Two lists compiled by law enforcement detail specific examples of the agency's alleged shortcomings. The county pledged to review them and to make its results public. Yet nearly two months later, no word on how or when that will happen.

The good news is some 50 employees with the DFS started training with Las Vegas police. A second training session on investigations is scheduled for next week.

But the county refuses to reveal any specific details about its review of more than 100 abuse and neglect cases identified as failures by law enforcement. Children who police and prosecutors insist were not protected by the system.

The list compiled by Metro includes some 50 cases compiled by its bureau of Crimes Against Children and Families. Examples that detail a pattern of reluctance on the part of CPS investigators to respond to reports of abuse and to remove at risk children.

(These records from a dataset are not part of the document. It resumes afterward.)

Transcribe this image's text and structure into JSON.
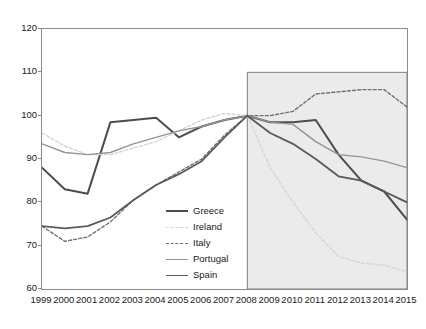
{
  "chart_data": {
    "type": "line",
    "title": "",
    "subtitle": "",
    "xlabel": "",
    "ylabel": "",
    "x": [
      1999,
      2000,
      2001,
      2002,
      2003,
      2004,
      2005,
      2006,
      2007,
      2008,
      2009,
      2010,
      2011,
      2012,
      2013,
      2014,
      2015
    ],
    "xlim": [
      1999,
      2015
    ],
    "ylim": [
      60,
      120
    ],
    "yticks": [
      60,
      70,
      80,
      90,
      100,
      110,
      120
    ],
    "xticks": [
      "1999",
      "2000",
      "2001",
      "2002",
      "2003",
      "2004",
      "2005",
      "2006",
      "2007",
      "2008",
      "2009",
      "2010",
      "2011",
      "2012",
      "2013",
      "2014",
      "2015"
    ],
    "grid": false,
    "legend_position": "inside-lower-center",
    "shaded_region": {
      "from": 2008,
      "to": 2015,
      "color": "#ebebeb",
      "border": "#7d7d7d"
    },
    "series": [
      {
        "name": "Greece",
        "color": "#4d4d4d",
        "style": "solid",
        "width": 2.0,
        "values": [
          88.0,
          83.0,
          82.0,
          98.5,
          99.0,
          99.5,
          95.0,
          97.5,
          99.0,
          100.0,
          98.5,
          98.5,
          99.0,
          91.0,
          85.0,
          82.5,
          76.0
        ]
      },
      {
        "name": "Ireland",
        "color": "#d5d5d5",
        "style": "dashed",
        "width": 1.4,
        "values": [
          96.0,
          93.0,
          91.0,
          91.0,
          92.5,
          94.0,
          96.5,
          99.0,
          100.5,
          100.0,
          88.0,
          80.0,
          73.0,
          67.5,
          66.0,
          65.5,
          64.0
        ]
      },
      {
        "name": "Italy",
        "color": "#707070",
        "style": "dashed",
        "width": 1.4,
        "values": [
          74.5,
          71.0,
          72.0,
          75.5,
          80.5,
          84.0,
          87.0,
          90.0,
          95.5,
          100.0,
          100.0,
          101.0,
          105.0,
          105.5,
          106.0,
          106.0,
          102.0
        ]
      },
      {
        "name": "Portugal",
        "color": "#949494",
        "style": "solid",
        "width": 1.4,
        "values": [
          93.5,
          91.5,
          91.0,
          91.5,
          93.5,
          95.0,
          96.5,
          97.5,
          99.0,
          100.0,
          98.5,
          98.0,
          94.0,
          91.0,
          90.5,
          89.5,
          88.0
        ]
      },
      {
        "name": "Spain",
        "color": "#5a5a5a",
        "style": "solid",
        "width": 1.8,
        "values": [
          74.5,
          74.0,
          74.5,
          76.5,
          80.5,
          84.0,
          86.5,
          89.5,
          95.0,
          100.0,
          96.0,
          93.5,
          90.0,
          86.0,
          85.0,
          82.5,
          80.0
        ]
      }
    ]
  },
  "legend": {
    "entries": [
      {
        "label": "Greece"
      },
      {
        "label": "Ireland"
      },
      {
        "label": "Italy"
      },
      {
        "label": "Portugal"
      },
      {
        "label": "Spain"
      }
    ]
  }
}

The District Attorney's list from its juvenile division includes 80 some cases. Most of them are examples of the DA's intervention on behalf of children when family services allegedly failed to protect them.

Clark County insists the more than 100 children detailed in both lists are not at risk. However, child advocate Donna Coleman questions who made that determination and who will review the lists going forward.

"It should be somebody that has no connection the county at all and what are their qualifications to do such a review. I've asked this question and I still haven't gotten an answer. Secondly, what will be done with the results of this review," she said.

The county has refused to answer both of those questions and it will not commit to any timeline related to its review. It will only say that it will make its results public and that it takes child welfare matters very seriously.

We of course will continue to push until we get some answers.